For vaccine developers, choosing a research partner is ultimately a risk decision. Can the partner give realistic input on feasibility, recruit the right participants, keep timelines on track, protect data quality and deliver evidence that is useful when the next decision point arrives?
Jenni Vuola understands these questions from both sides of the table. Before joining FVR – Finnish Vaccine Research as CEO in April 2026, she spent twenty years in international pharmaceutical companies, working across clinical research, market access, commercial operations and country-level business leadership. Earlier in her career, she worked in academic vaccine development research, giving her a perspective that combines science, sponsor expectations and operational delivery.
That background now shapes how she leads FVR. “I know what it looks like from the pharma side when a company is assessing a research partner,” says Jenni. “Quality and speed matter most. Price matters too, but it comes after those.”
Her research background includes academic vaccine development work at the Finnish Institute for Health and Welfare and a postdoctoral period at the University of Oxford. She later held roles at GSK, Sanofi Pasteur MSD and Sanofi in Finland and the United Kingdom, including five years as General Manager and Country Lead for Sanofi Finland. She holds a PhD in microbiology and is an Adjunct Professor in infectious diseases research.
A strong research partner reduces uncertainty at the points where vaccine studies most often become vulnerable: feasibility, recruitment, protocol adherence, participant retention, follow-up and data quality. For sponsors, these are not operational details only. They affect whether a study can support clinical, regulatory, medical and market access decisions with confidence.

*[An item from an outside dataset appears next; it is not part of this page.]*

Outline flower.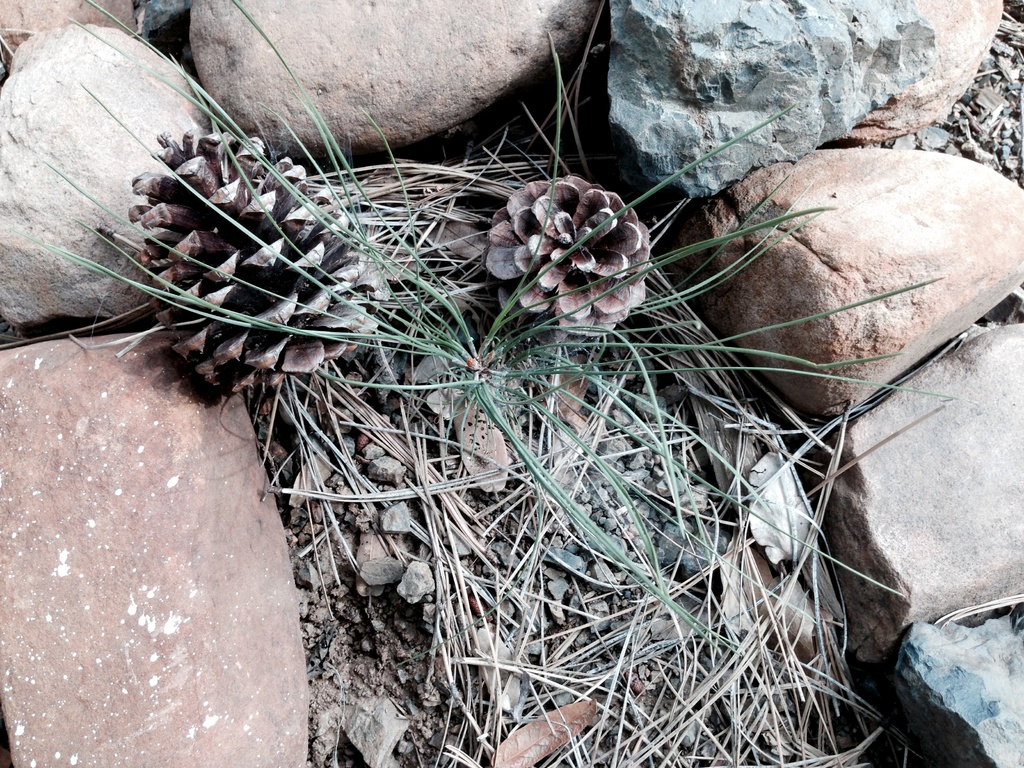
Outline: box=[129, 123, 392, 398].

FVR combines vaccine-specific scientific expertise and registry-based study expertise, operating eight specialized research clinics across Finland with experienced study teams and decades of clinical vaccine study experience. Because vaccines are FVR’s key focus, its teams understand the scientific, operational and participant-engagement challenges that vaccine studies bring, from volunteer recruitment to long-term follow-up and post-licensure evidence needs.
One concrete quality signal is participant retention. Across FVR’s studies, the dropout rate has remained below 1%. “That tells something important about the research environment,” says Jenni. “Once Finnish participants decide to take part, they tend to stay committed.”
From the outside, Finland may look like a small market. In vaccine research, Jenni argues, size is not the only relevant measure. “In vaccine research, Finland is bigger than its size,” she says.
For clinical vaccine studies and real-world evidence generation projects, Finland and FVR offer a combination that is highly relevant to sponsors: committed participants, high digital literacy and digital recruitment methods, experienced research teams, reliable follow-up and an electronic health data environment that can support longer-term outcome assessment.
Personal identity codes, comprehensive national registers and the ability to link data across sources create opportunities to follow outcomes beyond the study visit and to generate population-level evidence in a controlled and transparent way.
For vaccine manufacturers' medical, clinical, evidence generation and market access teams, this can be relevant across the vaccine lifecycle: from clinical development to post-licensure follow-up, disease burden, safety, effectiveness and public health impact.
Jenni’s pharma background is particularly visible in how she talks about evidence. A study is not conducted simply to produce data. It is conducted because a development, medical or access team needs to answer a specific question.
That decision may relate to clinical development, regulatory commitments, medical strategy, national recommendations, programme inclusion or future vaccine use in a defined population.
In many clinical trials, the sponsor brings a defined study protocol and needs disciplined, inspection-ready execution. In real-world evidence studies, the discussion often starts earlier: the sponsor may know the evidence gap, while the best way to answer it still needs to be shaped.
“We are not only implementing ready-made study protocols. In certain types of studies, we can also help sponsors think through the scientific question, the best study design and protocol,” says Jenni. “FVR is a route into Finland, but also a scientific counterpart on register data availability, vaccine expertise and operational study experience.”
Jenni’s scientific training in microbiology, infectious diseases and vaccine development keeps the focus on the quality of the research question. Her pharma experience brings an understanding of sponsor expectations and internal governance. It also shapes how she sees the direction of vaccine development more broadly.
“The direction is clear: vaccine development is becoming more evidence-driven across the full lifecycle,” says Jenni. “Clinical trials remain essential, but sponsors increasingly need to show regulators, health technology assessment bodies, national immunization technical advisory groups and payers how vaccines perform after licensure, in real-world healthcare systems.”
One of Jenni’s priorities is to make FVR’s scientific expertise more visible internationally. “A large vaccine company may know FVR well in one vaccine area, while another global team inside the same company has not yet worked with us,” says Jenni. “FVR is at its best when vaccine-specific expertise matters. Vaccines are our focus and our core business.”
FVR supports international vaccine developers with clinical vaccine studies and real-world evidence generation projects such as pragmatic trials and registry-based studies in Finland.
If you are assessing feasibility, planning a study design or exploring how Finland could support your next evidence-generation goal, contact FVR to start the discussion.